Stored data:
┏━━
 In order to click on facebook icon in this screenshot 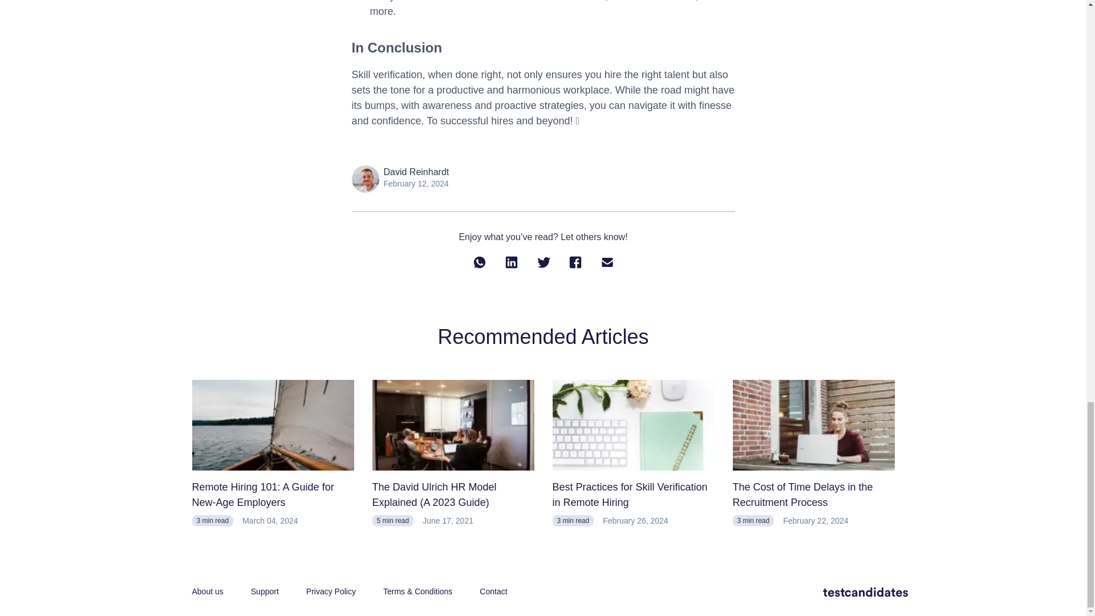, I will do `click(575, 262)`.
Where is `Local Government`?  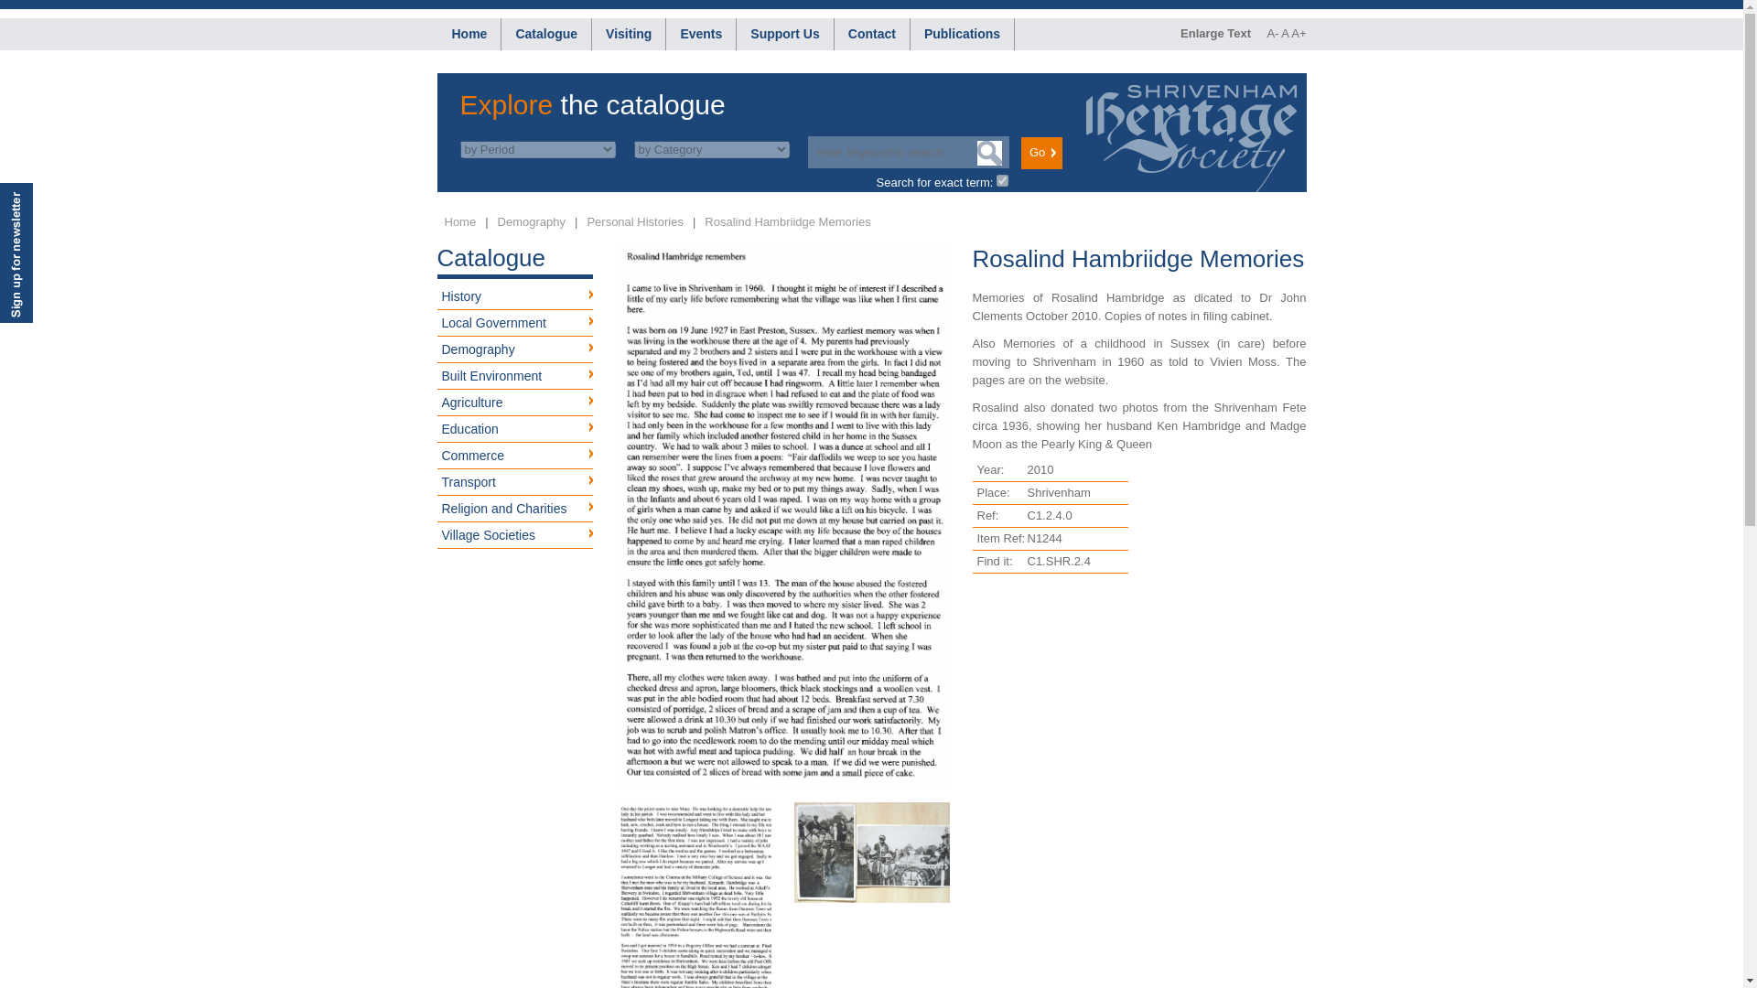 Local Government is located at coordinates (515, 324).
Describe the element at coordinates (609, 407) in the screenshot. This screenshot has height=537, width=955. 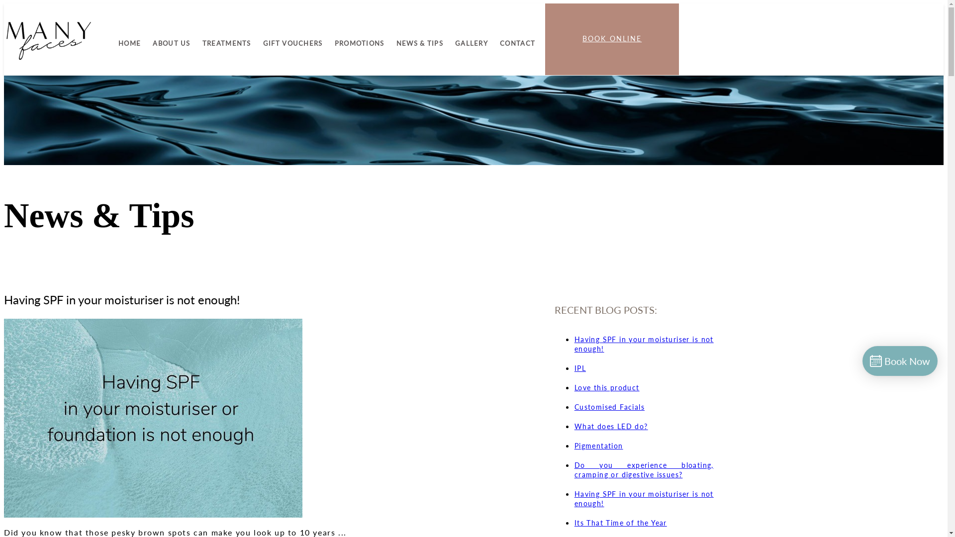
I see `Customised Facials` at that location.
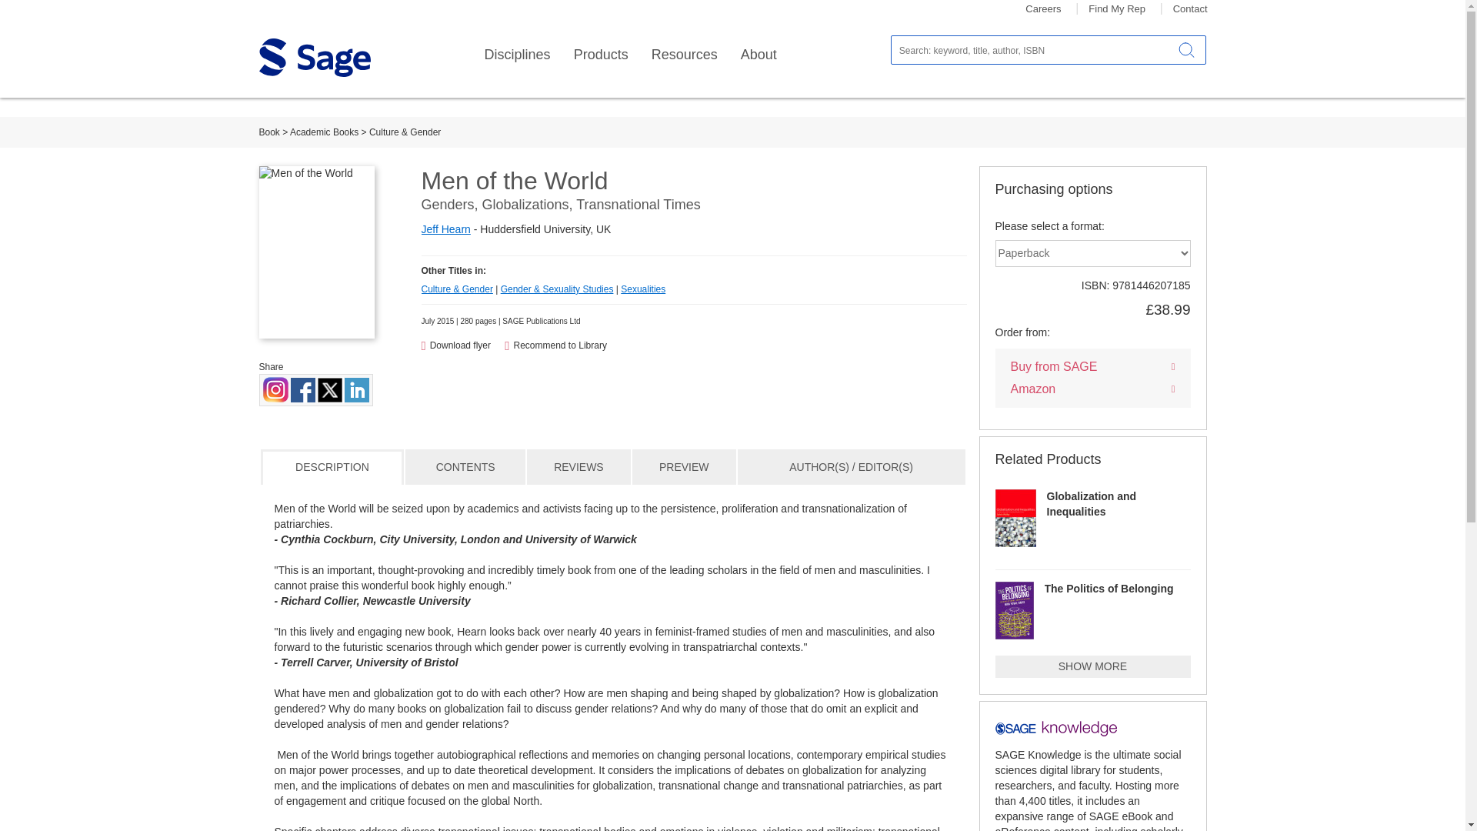 The width and height of the screenshot is (1477, 831). What do you see at coordinates (517, 55) in the screenshot?
I see `Disciplines` at bounding box center [517, 55].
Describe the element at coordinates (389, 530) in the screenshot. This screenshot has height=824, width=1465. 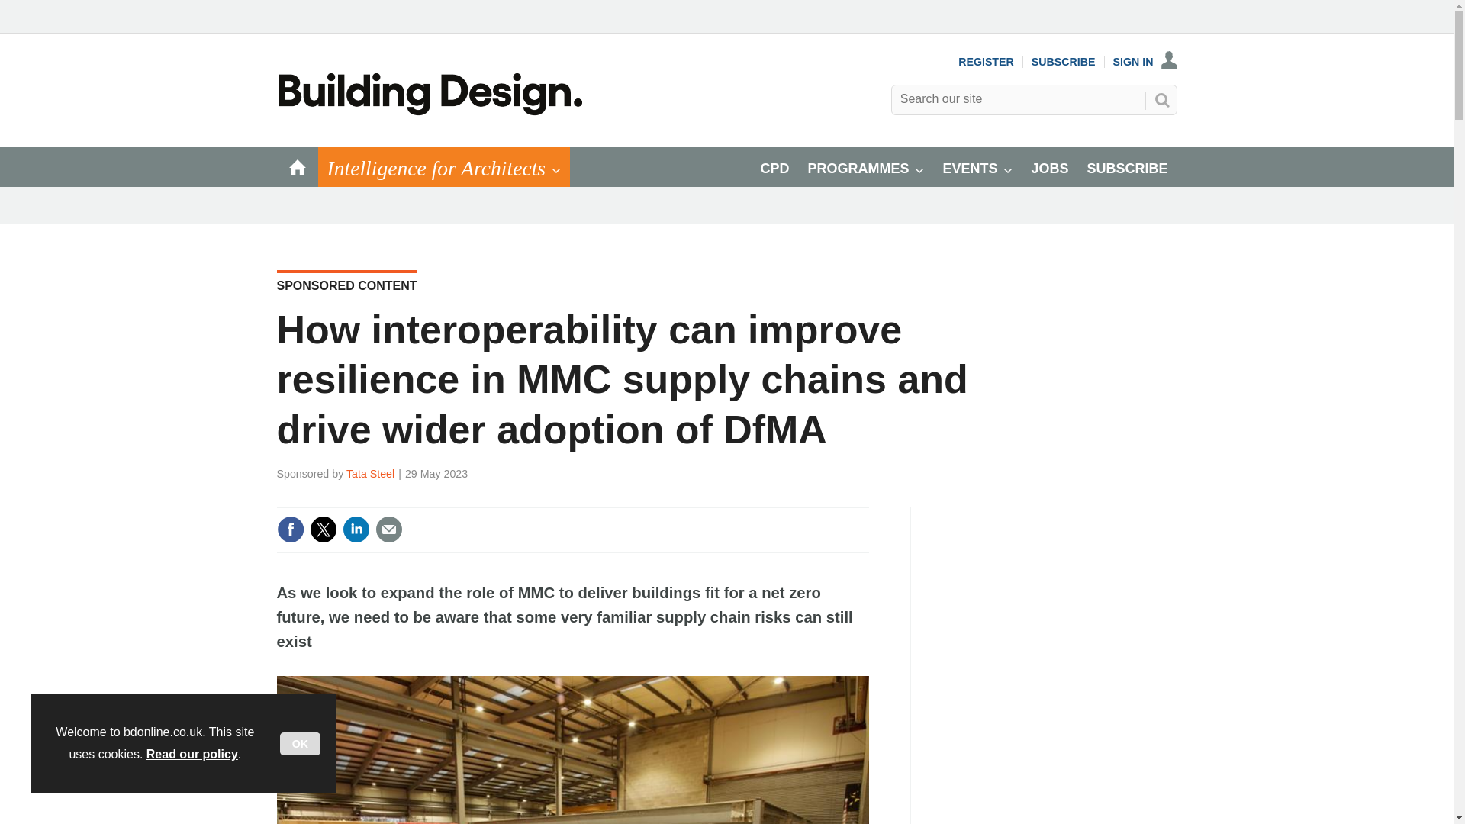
┗━━
* _Problem details_
Your copy should hold exactly the lines from the one with "Describe the element at coordinates (609, 407)" through the end of the records, both included, and no pictures.

* _Exercise output_
Describe the element at coordinates (609, 407) in the screenshot. This screenshot has height=537, width=955. 
I see `Customised Facials` at that location.
 The width and height of the screenshot is (1477, 831). What do you see at coordinates (517, 55) in the screenshot?
I see `Disciplines` at bounding box center [517, 55].
Describe the element at coordinates (389, 530) in the screenshot. This screenshot has height=824, width=1465. 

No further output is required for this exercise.